By Robert P Crease in New York
“One well-lit place” is the best way to describe the exhibition hall at Javits Center in New York when it opened on Tuesday morning. I fully expected to be bedazzled at every turn because the venue is hosting LIGHTFAIR, the world’s largest lighting technology trade fair, and so the hall is packed with more than 600 booths designed to highlight, so to speak, the world’s lighting revolution.
That revolution was set in motion by the development, two decades ago, of the blue LED. Blue LEDs – combined with red and green – made it possible for white LED lights to compete with traditional incandescent light bulbs. Because LEDs consume only a fraction of the energy of incandescents, it is only a matter of time before the revolution is complete.
As I wandered through LIGHTFAIR’s exhibition booths, I saw the state-of-the-art of this revolution’s progress. The only things standing in the way of LEDs’ complete triumph, most exhibitors told me, was a certain instability in the colour quality of LED light, some heat-removal issues, and the development of larger and more flexible surface illumination. A lighting engineer friend of mine said that the end of the revolution will occur when LEDs are good enough to replace the familiar MR-16 halogen lamp – which have long been literally a fixture in boutiques where they are often used to spotlight merchandise.
A few booths featured lighting incorporating lenses to compensate for slight variations in the colours of LED lighting. At least a dozen booths had OLEDs, or organic light-emitting diodes. Giana Phelan, the director of business development at OLEDWorks, explained to me that these consist of a thin layer of organic material sandwiched between two electrodes, which emit light when a current is passed through. “The rest is packaging,” she said, pointing to her booth’s array of samples. An advantage over LEDs, which are point sources, is that OLEDs are surfaces and can be made bendable.
Some booths had multipurpose light fixtures that integrated different kinds of sensors: traffic, noise, weather, environment quality, parking, security, and so on. Other booths showed off different kinds of lighting for indoor, outdoor, underwater, theatre, sports and city use.
I was drawn to Lumium’s booth, which exhibited a range of hi-tech lights each of which, it was claimed, was named after a chemical element. “Quark?” I asked. “Ah,” said co-founder Jordan Kloos, “you are smart!” I asked why he had chosen that name for that particular fixture. “It’s small,” he said, pointing overhead to one, “and as basic as you can get!”
One LIGHTFAIR speaker was Charles Hoberman, an innovative designer and engineer whose “Hoberman sphere” is surely now in every child’s toybox. It was entertaining to hear him utter engineering phrases such as “adaptive fritting” and “emergent surfaces”, when I had no idea what they meant. I loved his final remark: “I always try to think of some message to end on, and I never can.”
“I always try to think of some message to end on, and I never can!”, but Robert, you did have about the LIGHTFAIR that “light lamps” are going fast to being very effiecient and heatlessly the coolest possible.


● EXERCISE DIRECTIONS:
The answer must consist of each line below that contains the string "left".

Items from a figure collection
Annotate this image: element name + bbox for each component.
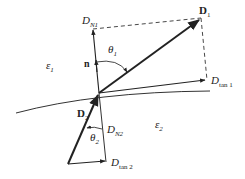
Dtan2-vector (68, 161, 105, 164)
theta2-arc (87, 127, 102, 129)
dashed-right-line (201, 18, 207, 80)
interface-boundary (16, 91, 210, 113)
D2-vector (68, 95, 98, 164)
label-DN2: DN2 (106, 123, 124, 138)
dashed-top-line (93, 18, 201, 29)
theta1-arc (96, 61, 127, 72)
label-epsilon1: ε1 (46, 59, 54, 74)
label-n: n (84, 58, 90, 69)
label-D2: D2 (77, 107, 89, 122)
interface-diagram: DN1 D1 n θ1 ε1 Dtan 1 D2 θ2 DN2 ε2 Dtan … (0, 0, 245, 179)
label-D1: D1 (199, 4, 211, 19)
label-epsilon2: ε2 (155, 118, 163, 133)
label-Dtan2: Dtan 2 (110, 156, 133, 171)
DN2-line (99, 93, 106, 162)
label-Dtan1: Dtan 1 (210, 74, 233, 89)
label-DN1: DN1 (81, 14, 98, 29)
label-theta2: θ2 (90, 131, 99, 146)
label-theta1: θ1 (108, 43, 117, 58)
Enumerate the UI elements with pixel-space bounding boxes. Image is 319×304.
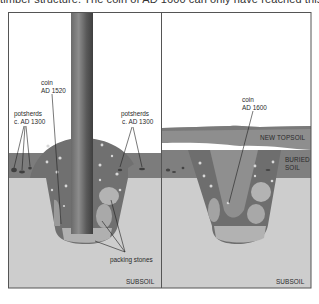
coin-date-label: AD 1600 [242,104,267,111]
left-panel: coin AD 1520 potsherds c. AD 1300 potshe… [9,12,161,288]
packing-stone [247,204,265,224]
potsherds-left-date-label: c. AD 1300 [14,118,46,125]
packing-stone [251,182,271,202]
coin-label: coin [41,79,53,86]
coin-date-label: AD 1520 [41,87,66,94]
coin-label: coin [242,96,254,103]
packing-stone [208,198,220,222]
potsherds-right-label: potsherds [121,110,149,118]
buried-soil-label-1: BURIED [285,156,310,163]
packing-stone [99,187,119,205]
subsoil-label-left: SUBSOIL [126,278,155,285]
packing-stone [214,226,266,243]
buried-soil-label-2: SOIL [285,164,300,171]
archaeology-diagram: coin AD 1520 potsherds c. AD 1300 potshe… [0,0,319,304]
timber-post [71,12,93,234]
subsoil-label-right: SUBSOIL [276,278,305,285]
potsherds-left-label: potsherds [14,110,42,118]
new-topsoil-label: NEW TOPSOIL [260,134,306,141]
packing-stones-label: packing stones [110,256,153,264]
potsherds-right-date-label: c. AD 1300 [122,118,154,125]
right-panel: coin AD 1600 NEW TOPSOIL BURIED SOIL SUB… [162,13,311,288]
packing-stone [96,204,112,228]
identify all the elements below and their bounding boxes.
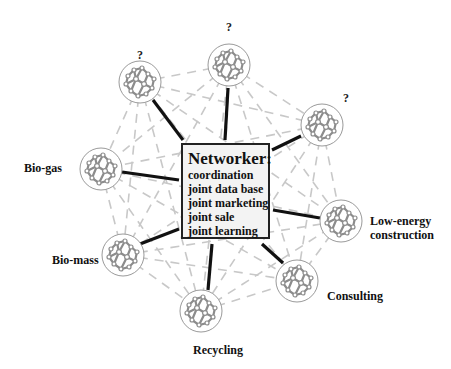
node-label-unknown-top-right: ?: [343, 91, 349, 106]
node-unknown-top-icon: [208, 44, 250, 86]
networker-item: joint sale: [188, 210, 263, 224]
node-low-energy-icon: [320, 200, 362, 242]
node-unknown-top-left-icon: [119, 61, 161, 103]
node-label-low-energy-line2: construction: [370, 228, 434, 242]
node-label-unknown-top: ?: [226, 20, 232, 35]
node-recycling-icon: [180, 290, 222, 332]
node-label-low-energy-line1: Low-energy: [370, 214, 434, 228]
networker-item: coordination: [188, 168, 263, 182]
node-label-bio-mass: Bio-mass: [52, 253, 99, 267]
networker-item: joint data base: [188, 182, 263, 196]
networker-box: Networker: coordination joint data base …: [181, 143, 270, 239]
node-label-low-energy: Low-energy construction: [370, 214, 434, 242]
node-bio-mass-icon: [102, 234, 144, 276]
node-bio-gas-icon: [80, 148, 122, 190]
node-label-recycling: Recycling: [193, 343, 243, 357]
node-label-unknown-top-left: ?: [137, 48, 143, 63]
node-consulting-icon: [276, 260, 318, 302]
node-label-bio-gas: Bio-gas: [24, 161, 62, 175]
networker-item: joint marketing: [188, 196, 263, 210]
networker-title: Networker:: [188, 149, 263, 168]
networker-item: joint learning: [188, 224, 263, 238]
node-unknown-top-right-icon: [301, 104, 343, 146]
node-label-consulting: Consulting: [327, 289, 383, 303]
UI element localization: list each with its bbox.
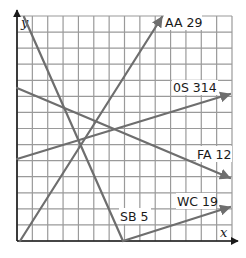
line-fa-12: [17, 88, 230, 178]
label-os-314: 0S 314: [173, 80, 217, 95]
label-aa-29: AA 29: [165, 15, 202, 30]
label-fa-12: FA 12: [197, 147, 231, 162]
line-diagram: y x AA 29 0S 314 FA 12 WC 19 SB 5: [0, 0, 246, 258]
label-sb-5: SB 5: [120, 209, 148, 224]
x-axis-label: x: [220, 225, 228, 240]
label-wc-19: WC 19: [177, 194, 218, 209]
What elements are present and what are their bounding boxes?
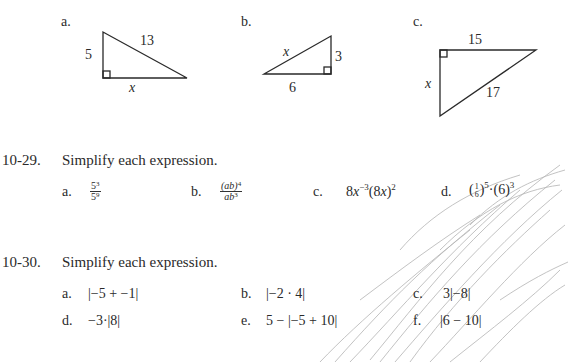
problem-29-d-expression: (16)5·(6)3 — [469, 182, 514, 199]
triangle-b-label: b. — [241, 14, 252, 30]
problem-30-c-label: c. — [413, 286, 423, 302]
problem-30-e-expression: 5 − |−5 + 10| — [266, 313, 337, 329]
problem-29-c-label: c. — [313, 184, 323, 200]
triangle-a-hypotenuse: 13 — [140, 33, 154, 49]
triangle-c-side-horizontal: 15 — [468, 32, 482, 48]
problem-29-c-expression: 8x−3(8x)2 — [346, 184, 396, 200]
triangle-c-side-vertical: x — [425, 76, 431, 92]
problem-30-f-expression: |6 − 10| — [440, 313, 482, 329]
triangle-b-hypotenuse: x — [283, 44, 289, 60]
problem-30-prompt: Simplify each expression. — [62, 254, 217, 271]
triangle-b-side-horizontal: 6 — [289, 80, 296, 96]
problem-29-number: 10-29. — [2, 152, 41, 169]
problem-29-d-label: d. — [441, 184, 452, 200]
triangle-a-label: a. — [61, 14, 71, 30]
problem-30-a-label: a. — [62, 286, 72, 302]
problem-30-e-label: e. — [241, 313, 251, 329]
problem-30-c-expression: 3|−8| — [443, 286, 471, 302]
problem-30-number: 10-30. — [2, 254, 41, 271]
triangle-b — [264, 36, 331, 74]
problem-30-f-label: f. — [413, 313, 421, 329]
triangle-a-side-horizontal: x — [129, 80, 135, 96]
problem-29-a-expression: 5359 — [90, 181, 101, 202]
problem-30-b-expression: |−2 · 4| — [266, 286, 305, 302]
triangle-c-label: c. — [413, 14, 423, 30]
triangle-c — [440, 50, 536, 116]
problem-29-b-label: b. — [191, 184, 202, 200]
triangle-a-side-vertical: 5 — [85, 47, 92, 63]
triangle-c-hypotenuse: 17 — [486, 85, 500, 101]
problem-30-d-label: d. — [62, 313, 73, 329]
triangle-b-side-vertical: 3 — [335, 49, 342, 65]
problem-30-d-expression: −3·|8| — [88, 313, 120, 329]
problem-29-b-expression: (ab)4ab3 — [220, 181, 242, 202]
problem-30-a-expression: |−5 + −1| — [88, 286, 138, 302]
problem-29-a-label: a. — [62, 184, 72, 200]
problem-29-prompt: Simplify each expression. — [62, 152, 217, 169]
problem-30-b-label: b. — [241, 286, 252, 302]
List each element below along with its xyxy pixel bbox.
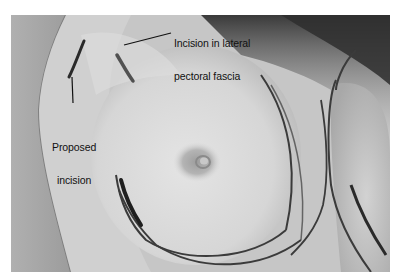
annotation-fascia-line1: Incision in lateral (174, 38, 250, 49)
annotation-fascia-incision: Incision in lateral pectoral fascia (174, 16, 250, 93)
annotation-proposed-incision: Proposed incision (52, 120, 96, 197)
annotation-proposed-line2: incision (52, 175, 96, 186)
annotation-fascia-line2: pectoral fascia (174, 71, 250, 82)
annotation-proposed-line1: Proposed (52, 142, 96, 153)
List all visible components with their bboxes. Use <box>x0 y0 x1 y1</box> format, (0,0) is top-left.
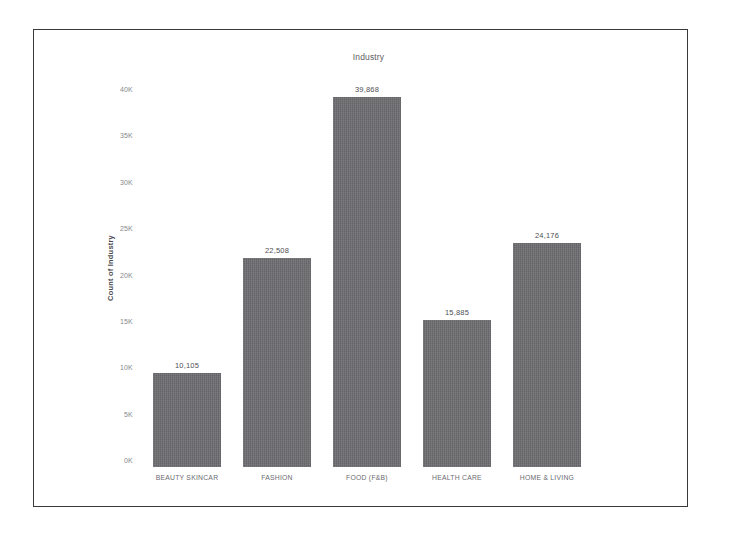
bar[interactable] <box>423 320 490 467</box>
y-axis-tick-label: 20K <box>120 271 133 278</box>
bar-value-label: 10,105 <box>175 361 199 370</box>
y-axis-tick-label: 35K <box>120 132 133 139</box>
bar[interactable] <box>513 243 580 467</box>
y-axis-tick-label: 0K <box>124 457 133 464</box>
bar[interactable] <box>243 258 310 467</box>
y-axis-tick-label: 10K <box>120 364 133 371</box>
y-axis-tick-label: 25K <box>120 225 133 232</box>
y-axis-tick-label: 15K <box>120 317 133 324</box>
chart-frame: Industry Count of Industry 0K5K10K15K20K… <box>33 29 688 507</box>
plot-area: 0K5K10K15K20K25K30K35K40K10,105BEAUTY SK… <box>142 96 592 467</box>
x-axis-category-label: FOOD (F&B) <box>346 474 388 481</box>
bar-value-label: 15,885 <box>445 308 469 317</box>
chart-title: Industry <box>42 52 695 62</box>
x-axis-category-label: FASHION <box>261 474 293 481</box>
y-axis-tick-label: 5K <box>124 410 133 417</box>
bar-value-label: 24,176 <box>535 231 559 240</box>
y-axis-tick-label: 30K <box>120 178 133 185</box>
bar-group: 15,885HEALTH CARE <box>423 96 490 467</box>
x-axis-category-label: HOME & LIVING <box>520 474 574 481</box>
bar-value-label: 39,868 <box>355 85 379 94</box>
x-axis-category-label: HEALTH CARE <box>432 474 482 481</box>
bar[interactable] <box>333 97 400 467</box>
bar-group: 10,105BEAUTY SKINCAR <box>153 96 220 467</box>
bar-value-label: 22,508 <box>265 246 289 255</box>
x-axis-category-label: BEAUTY SKINCAR <box>156 474 219 481</box>
y-axis-title: Count of Industry <box>106 235 115 301</box>
bar[interactable] <box>153 373 220 467</box>
bar-group: 22,508FASHION <box>243 96 310 467</box>
bar-group: 39,868FOOD (F&B) <box>333 96 400 467</box>
y-axis-tick-label: 40K <box>120 86 133 93</box>
bar-group: 24,176HOME & LIVING <box>513 96 580 467</box>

● RESPONSE TO THIS TASK:
left-panel: coin AD 1520 potsherds c. AD 1300 potshe… [9,12,161,288]
potsherds-left-date-label: c. AD 1300 [14,118,46,125]
subsoil-label-left: SUBSOIL [126,278,155,285]
potsherds-left-label: potsherds [14,110,42,118]
node-unknown-top-left-icon: [119, 61, 161, 103]
node-label-unknown-top-left: ?: [137, 48, 143, 63]
List all visible components with their bboxes. Use <box>x0 y0 x1 y1</box> format, (0,0) is top-left.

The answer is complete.